Nigeria's security forces handed 19 foreign and local hostages to their employers on Thursday after freeing them from militant camps in the creeks of the Niger Delta oil region. The hostages - two Americans, two Frenchmen, two Indonesians, one Canadian and 12 Nigerians - were rescued late on Wednesday Charles Omoregie, commander of a military taskforce in the Niger Delta, said.
The release of the hostages is a victory for President Goodluck Jonathan's administration at a time when militants, who have in the past caused major disruption to the Opec member's mainstay oil industry, looked to be staging a comeback. Jonathan is the first head of state from the Niger Delta and brokered an amnesty with armed gangs there last year.
Resurgent unrest, including car bombings claimed by the oil region's main militant group in Abuja on October 1, risked undermining his credibility ahead of elections next April. "Anyone who thinks they can hold the government hostage should rethink," Jonathan's aide Hassan Tukur said in London.
Jonathan commended the military for accomplishing the operation "without any bloodshed or loss of innocent lives" and said retraining programmes for those "genuine militants" who took the amnesty last year would continue. Omoregie said the military had taken over several suspected militant camps in the region's three main states including those run by a newly emerging kingpin, known as Obese.
"Two camps have been taken over in Delta, two in Bayelsa and three in Rivers (The hostages) were all rescued from Obese's camp here in Rivers state after a sustained military operation." He said the raids started on Monday and that Obese, thought to be a new field commander of the Movement for the Emancipation of the Niger Delta (MEND) militant group, had contacted the security forces via former militant leaders who accepted amnesty last year to tell them he was ready to surrender.

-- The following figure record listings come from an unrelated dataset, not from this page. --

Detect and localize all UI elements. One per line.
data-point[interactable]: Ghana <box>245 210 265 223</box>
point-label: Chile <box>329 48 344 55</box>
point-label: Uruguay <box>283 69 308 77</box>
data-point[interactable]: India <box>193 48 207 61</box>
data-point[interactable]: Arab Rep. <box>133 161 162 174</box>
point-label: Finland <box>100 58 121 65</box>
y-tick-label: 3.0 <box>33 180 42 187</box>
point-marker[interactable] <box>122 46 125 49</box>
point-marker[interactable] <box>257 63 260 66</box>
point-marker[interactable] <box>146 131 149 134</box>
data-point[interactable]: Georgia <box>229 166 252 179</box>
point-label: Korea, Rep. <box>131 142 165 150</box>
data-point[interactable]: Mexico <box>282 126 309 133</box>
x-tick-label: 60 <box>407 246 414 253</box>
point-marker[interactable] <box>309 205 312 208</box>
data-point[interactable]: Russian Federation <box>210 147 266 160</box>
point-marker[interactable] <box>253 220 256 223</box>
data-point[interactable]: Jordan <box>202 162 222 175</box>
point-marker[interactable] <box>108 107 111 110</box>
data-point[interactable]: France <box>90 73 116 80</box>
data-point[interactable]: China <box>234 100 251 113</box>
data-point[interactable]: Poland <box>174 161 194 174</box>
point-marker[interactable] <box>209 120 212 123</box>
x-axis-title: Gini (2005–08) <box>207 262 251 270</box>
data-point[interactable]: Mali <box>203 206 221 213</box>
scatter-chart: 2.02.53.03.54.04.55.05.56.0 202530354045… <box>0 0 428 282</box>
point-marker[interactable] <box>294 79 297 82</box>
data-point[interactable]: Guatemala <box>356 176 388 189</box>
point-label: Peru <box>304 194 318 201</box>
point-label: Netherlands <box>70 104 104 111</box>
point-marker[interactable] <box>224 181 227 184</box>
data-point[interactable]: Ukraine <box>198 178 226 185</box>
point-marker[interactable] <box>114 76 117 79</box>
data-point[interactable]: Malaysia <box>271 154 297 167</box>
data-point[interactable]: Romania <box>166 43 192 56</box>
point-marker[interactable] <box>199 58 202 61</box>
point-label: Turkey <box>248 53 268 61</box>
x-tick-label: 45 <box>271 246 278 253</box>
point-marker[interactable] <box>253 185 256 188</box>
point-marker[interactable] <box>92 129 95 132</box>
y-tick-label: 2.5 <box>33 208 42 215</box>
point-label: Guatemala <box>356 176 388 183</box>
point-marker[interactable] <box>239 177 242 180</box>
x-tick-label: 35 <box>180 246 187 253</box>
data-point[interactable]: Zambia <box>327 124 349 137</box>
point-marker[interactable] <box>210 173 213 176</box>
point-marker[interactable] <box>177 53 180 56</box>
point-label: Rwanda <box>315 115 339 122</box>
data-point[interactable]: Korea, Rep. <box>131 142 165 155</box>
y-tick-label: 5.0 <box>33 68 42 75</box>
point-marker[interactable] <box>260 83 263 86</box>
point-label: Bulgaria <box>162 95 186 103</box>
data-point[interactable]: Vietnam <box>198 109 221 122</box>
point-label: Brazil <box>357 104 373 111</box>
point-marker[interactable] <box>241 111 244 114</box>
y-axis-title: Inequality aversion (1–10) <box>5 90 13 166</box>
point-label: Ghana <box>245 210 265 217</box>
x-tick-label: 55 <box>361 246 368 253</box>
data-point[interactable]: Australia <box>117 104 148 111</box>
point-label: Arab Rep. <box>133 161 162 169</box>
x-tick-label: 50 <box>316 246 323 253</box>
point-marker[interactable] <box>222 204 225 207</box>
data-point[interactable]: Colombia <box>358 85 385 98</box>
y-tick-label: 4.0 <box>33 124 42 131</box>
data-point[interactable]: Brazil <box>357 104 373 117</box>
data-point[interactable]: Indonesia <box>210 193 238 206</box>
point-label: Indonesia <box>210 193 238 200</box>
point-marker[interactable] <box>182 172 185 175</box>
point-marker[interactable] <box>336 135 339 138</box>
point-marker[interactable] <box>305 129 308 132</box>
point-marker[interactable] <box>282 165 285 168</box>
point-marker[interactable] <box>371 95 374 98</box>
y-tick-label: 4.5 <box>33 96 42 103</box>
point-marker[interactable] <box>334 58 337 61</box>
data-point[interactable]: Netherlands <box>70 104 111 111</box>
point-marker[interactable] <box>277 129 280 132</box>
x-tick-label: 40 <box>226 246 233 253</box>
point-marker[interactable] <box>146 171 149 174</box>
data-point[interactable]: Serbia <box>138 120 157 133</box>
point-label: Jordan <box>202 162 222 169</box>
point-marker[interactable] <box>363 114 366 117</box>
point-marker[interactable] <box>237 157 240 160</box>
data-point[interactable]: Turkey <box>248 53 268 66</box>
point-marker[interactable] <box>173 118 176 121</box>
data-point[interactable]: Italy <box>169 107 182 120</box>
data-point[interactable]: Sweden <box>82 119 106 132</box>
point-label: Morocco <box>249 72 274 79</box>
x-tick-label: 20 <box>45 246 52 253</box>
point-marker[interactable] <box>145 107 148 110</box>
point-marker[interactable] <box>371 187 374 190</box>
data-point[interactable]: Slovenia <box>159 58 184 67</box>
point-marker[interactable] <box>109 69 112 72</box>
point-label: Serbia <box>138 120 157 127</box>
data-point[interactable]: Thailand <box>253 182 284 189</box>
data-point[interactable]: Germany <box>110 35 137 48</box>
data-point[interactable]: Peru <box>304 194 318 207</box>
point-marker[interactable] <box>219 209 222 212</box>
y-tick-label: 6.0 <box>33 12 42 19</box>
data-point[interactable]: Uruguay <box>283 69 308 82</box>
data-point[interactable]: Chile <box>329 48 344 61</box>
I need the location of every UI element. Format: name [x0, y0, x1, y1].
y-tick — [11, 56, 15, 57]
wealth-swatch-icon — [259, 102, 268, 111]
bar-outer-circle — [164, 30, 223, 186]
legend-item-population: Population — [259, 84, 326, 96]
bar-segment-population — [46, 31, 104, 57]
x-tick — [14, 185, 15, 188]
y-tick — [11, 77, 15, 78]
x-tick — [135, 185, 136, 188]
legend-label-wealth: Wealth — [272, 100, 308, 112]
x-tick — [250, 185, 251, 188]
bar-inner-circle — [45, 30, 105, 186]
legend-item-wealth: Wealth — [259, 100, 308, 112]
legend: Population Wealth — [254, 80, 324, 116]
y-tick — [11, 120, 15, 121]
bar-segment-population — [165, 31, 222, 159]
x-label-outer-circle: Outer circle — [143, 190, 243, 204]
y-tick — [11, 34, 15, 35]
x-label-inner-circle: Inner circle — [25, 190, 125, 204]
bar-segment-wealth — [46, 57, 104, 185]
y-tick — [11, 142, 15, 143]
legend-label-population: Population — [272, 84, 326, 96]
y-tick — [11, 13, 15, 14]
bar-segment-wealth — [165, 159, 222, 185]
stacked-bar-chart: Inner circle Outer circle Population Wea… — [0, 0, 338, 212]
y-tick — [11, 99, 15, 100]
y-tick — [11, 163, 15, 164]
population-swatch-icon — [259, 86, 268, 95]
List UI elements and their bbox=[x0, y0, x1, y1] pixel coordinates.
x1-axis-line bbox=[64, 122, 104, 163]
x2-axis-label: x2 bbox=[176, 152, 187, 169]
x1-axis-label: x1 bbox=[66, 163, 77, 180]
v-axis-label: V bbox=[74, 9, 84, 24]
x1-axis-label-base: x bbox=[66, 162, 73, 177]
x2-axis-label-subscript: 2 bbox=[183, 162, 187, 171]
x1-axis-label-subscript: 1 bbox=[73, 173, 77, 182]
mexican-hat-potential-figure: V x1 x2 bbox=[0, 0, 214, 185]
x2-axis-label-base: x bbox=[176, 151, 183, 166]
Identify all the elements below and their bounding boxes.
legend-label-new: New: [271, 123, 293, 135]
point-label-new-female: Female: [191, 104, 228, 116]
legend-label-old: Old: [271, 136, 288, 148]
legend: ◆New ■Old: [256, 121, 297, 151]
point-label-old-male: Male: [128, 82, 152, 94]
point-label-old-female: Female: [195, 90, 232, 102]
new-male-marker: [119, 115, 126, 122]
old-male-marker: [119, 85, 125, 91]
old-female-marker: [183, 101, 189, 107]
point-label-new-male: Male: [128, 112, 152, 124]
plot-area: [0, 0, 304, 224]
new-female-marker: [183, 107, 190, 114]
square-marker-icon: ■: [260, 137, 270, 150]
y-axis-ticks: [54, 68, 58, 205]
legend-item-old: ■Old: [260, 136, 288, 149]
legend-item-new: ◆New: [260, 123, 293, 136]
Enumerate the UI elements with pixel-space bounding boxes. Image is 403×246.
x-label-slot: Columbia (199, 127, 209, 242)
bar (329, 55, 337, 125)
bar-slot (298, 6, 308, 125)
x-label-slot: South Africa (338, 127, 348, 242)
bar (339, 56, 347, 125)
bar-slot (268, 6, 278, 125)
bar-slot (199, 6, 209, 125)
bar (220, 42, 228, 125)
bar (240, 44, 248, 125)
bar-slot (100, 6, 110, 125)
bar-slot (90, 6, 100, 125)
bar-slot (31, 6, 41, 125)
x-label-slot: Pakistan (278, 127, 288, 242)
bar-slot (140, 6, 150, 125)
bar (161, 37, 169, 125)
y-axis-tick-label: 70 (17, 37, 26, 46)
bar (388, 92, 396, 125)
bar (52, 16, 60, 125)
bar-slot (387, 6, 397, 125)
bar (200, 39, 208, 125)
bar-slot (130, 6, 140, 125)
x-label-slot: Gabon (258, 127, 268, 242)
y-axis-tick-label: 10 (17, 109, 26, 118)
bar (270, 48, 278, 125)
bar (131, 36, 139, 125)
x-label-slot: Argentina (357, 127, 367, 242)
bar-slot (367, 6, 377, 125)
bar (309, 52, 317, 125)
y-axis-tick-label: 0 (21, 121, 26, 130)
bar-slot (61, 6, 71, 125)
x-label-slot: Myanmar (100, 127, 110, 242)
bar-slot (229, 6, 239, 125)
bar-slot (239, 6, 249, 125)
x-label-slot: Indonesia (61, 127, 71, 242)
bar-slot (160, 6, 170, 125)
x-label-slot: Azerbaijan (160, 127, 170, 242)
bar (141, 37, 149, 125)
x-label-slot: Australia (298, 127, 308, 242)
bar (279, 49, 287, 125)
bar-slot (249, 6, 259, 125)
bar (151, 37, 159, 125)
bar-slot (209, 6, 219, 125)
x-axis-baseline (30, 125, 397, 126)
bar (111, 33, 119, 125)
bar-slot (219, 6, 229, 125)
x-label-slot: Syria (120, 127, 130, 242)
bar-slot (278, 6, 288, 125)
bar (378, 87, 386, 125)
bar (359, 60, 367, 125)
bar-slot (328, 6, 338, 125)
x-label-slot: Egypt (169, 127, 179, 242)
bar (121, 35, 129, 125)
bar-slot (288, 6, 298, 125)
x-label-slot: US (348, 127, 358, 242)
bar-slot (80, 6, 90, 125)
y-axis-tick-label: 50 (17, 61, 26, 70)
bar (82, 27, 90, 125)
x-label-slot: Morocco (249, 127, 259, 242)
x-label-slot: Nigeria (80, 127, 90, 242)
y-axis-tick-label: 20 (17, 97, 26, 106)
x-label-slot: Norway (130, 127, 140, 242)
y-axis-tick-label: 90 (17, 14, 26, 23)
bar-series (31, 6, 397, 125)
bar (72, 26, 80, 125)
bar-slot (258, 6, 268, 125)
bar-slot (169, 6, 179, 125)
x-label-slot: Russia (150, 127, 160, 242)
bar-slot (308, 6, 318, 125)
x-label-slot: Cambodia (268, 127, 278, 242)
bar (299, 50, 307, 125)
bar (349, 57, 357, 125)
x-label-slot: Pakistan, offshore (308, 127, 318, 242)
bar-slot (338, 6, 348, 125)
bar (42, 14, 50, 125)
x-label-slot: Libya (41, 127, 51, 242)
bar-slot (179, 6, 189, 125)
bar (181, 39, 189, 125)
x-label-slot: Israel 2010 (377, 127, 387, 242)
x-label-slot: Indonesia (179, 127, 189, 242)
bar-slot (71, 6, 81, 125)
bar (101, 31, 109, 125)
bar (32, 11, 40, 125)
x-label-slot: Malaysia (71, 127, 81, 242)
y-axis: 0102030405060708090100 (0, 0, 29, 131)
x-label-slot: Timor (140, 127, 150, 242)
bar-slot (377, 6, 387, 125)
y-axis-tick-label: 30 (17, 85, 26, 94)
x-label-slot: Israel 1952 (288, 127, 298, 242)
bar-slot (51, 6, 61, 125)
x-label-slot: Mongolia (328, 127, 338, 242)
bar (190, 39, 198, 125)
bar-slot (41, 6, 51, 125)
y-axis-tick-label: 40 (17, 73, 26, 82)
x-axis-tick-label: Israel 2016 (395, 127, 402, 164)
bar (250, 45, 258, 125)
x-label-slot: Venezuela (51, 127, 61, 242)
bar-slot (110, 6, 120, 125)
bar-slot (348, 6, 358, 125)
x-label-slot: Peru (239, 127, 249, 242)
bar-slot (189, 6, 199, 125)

"The raid on his camp led to his decision to hand over the hostages," Omoregie said, adding Obese was now on the run. There were no arrests or deaths, according to Omoregie, suggesting the military facilitated the hostages' exit after negotiations rather than freeing them by force.
Previous kidnappings in the Niger Delta have ended after a ransom payment, but Omoregie said no money changed hands. The seven expatriates were taken from an offshore oil rig operated by exploration firm Afren on November 7. Eight of the Nigerians were abducted from an Exxon Mobil platform a week later, while the remaining four were employees of local construction firm Julius Berger.

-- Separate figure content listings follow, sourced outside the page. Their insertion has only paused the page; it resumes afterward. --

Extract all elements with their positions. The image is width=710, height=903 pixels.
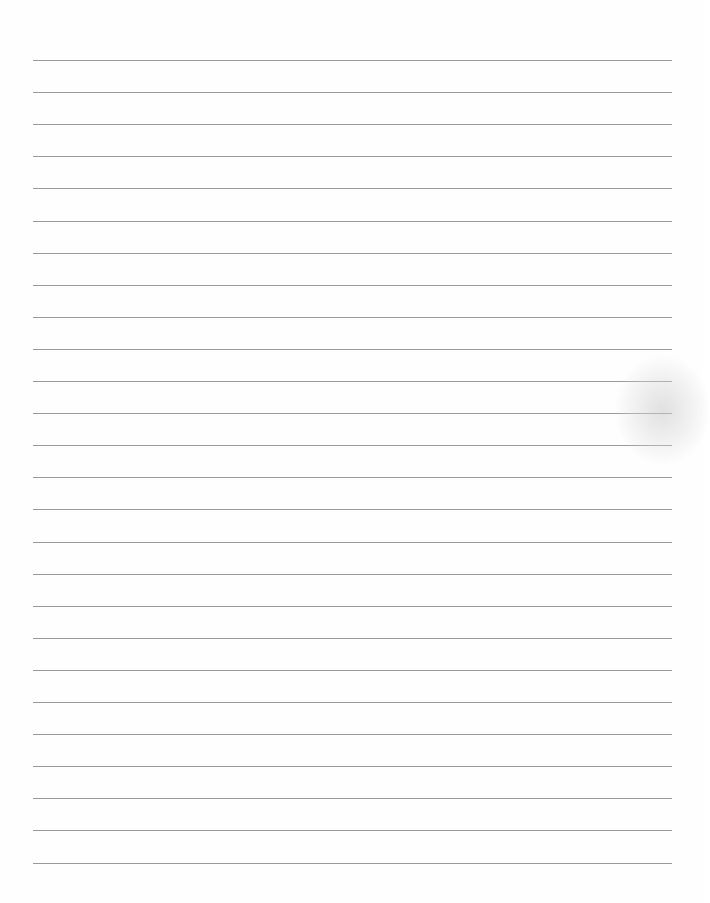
ruled-line <box>33 349 672 350</box>
ruled-line <box>33 830 672 831</box>
ruled-line <box>33 124 672 125</box>
ruled-line <box>33 638 672 639</box>
ruled-line <box>33 317 672 318</box>
ruled-line <box>33 477 672 478</box>
ruled-line <box>33 766 672 767</box>
ruled-line <box>33 574 672 575</box>
ruled-line <box>33 798 672 799</box>
ruled-line <box>33 188 672 189</box>
ruled-line <box>33 60 672 61</box>
ruled-line <box>33 381 672 382</box>
ruled-line <box>33 156 672 157</box>
ruled-line <box>33 413 672 414</box>
ruled-line <box>33 221 672 222</box>
ruled-line <box>33 542 672 543</box>
ruled-line <box>33 702 672 703</box>
ruled-line <box>33 509 672 510</box>
ruled-line <box>33 863 672 864</box>
ruled-line <box>33 670 672 671</box>
ruled-line <box>33 734 672 735</box>
ruled-line <box>33 606 672 607</box>
ruled-line <box>33 253 672 254</box>
ruled-line <box>33 92 672 93</box>
ruled-line <box>33 445 672 446</box>
ruled-line <box>33 285 672 286</box>
smudge-mark <box>615 355 710 465</box>
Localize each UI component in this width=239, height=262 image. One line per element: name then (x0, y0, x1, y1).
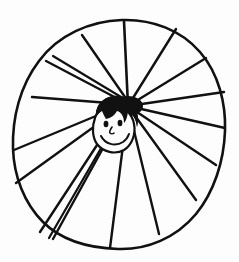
right-eye (118, 120, 123, 126)
drawing-canvas (0, 0, 239, 262)
left-eye (104, 121, 109, 127)
face-group (93, 96, 138, 153)
sketch-svg (0, 0, 239, 262)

One hostage, Canadian Robert Croke, described the ordeal. "It was a shocking experience. They gave us mattresses to sleep on, virtually nothing else. We were begging for food and water because what we had was exhausted," he told reporters. "We were not maltreated, they were not hostile to us, it was just that we lacked the basic necessities," said Croke, his foot bandaged after a bullet fired by the kidnappers during his abduction ricocheted and injured his toe. One of the Indonesian hostages, Robert Tampubolon who works for local firm Century Energy Services Ltd, was elated. "I am just excited. I have no words to express my joy," he said as he was greeted by his manager at the Nigerian air force base in the oil hub of Port Harcourt.
MEND claimed responsibility for the attacks on Afren and Exxon and had warned of more strikes against the oil industry. It had also warned the security forces against any operation to free the hostages, saying it would endanger their lives. Croke said a military helicopter had hovered over the camp several times before the release and that the militants had started fleeing when the military presence intensified.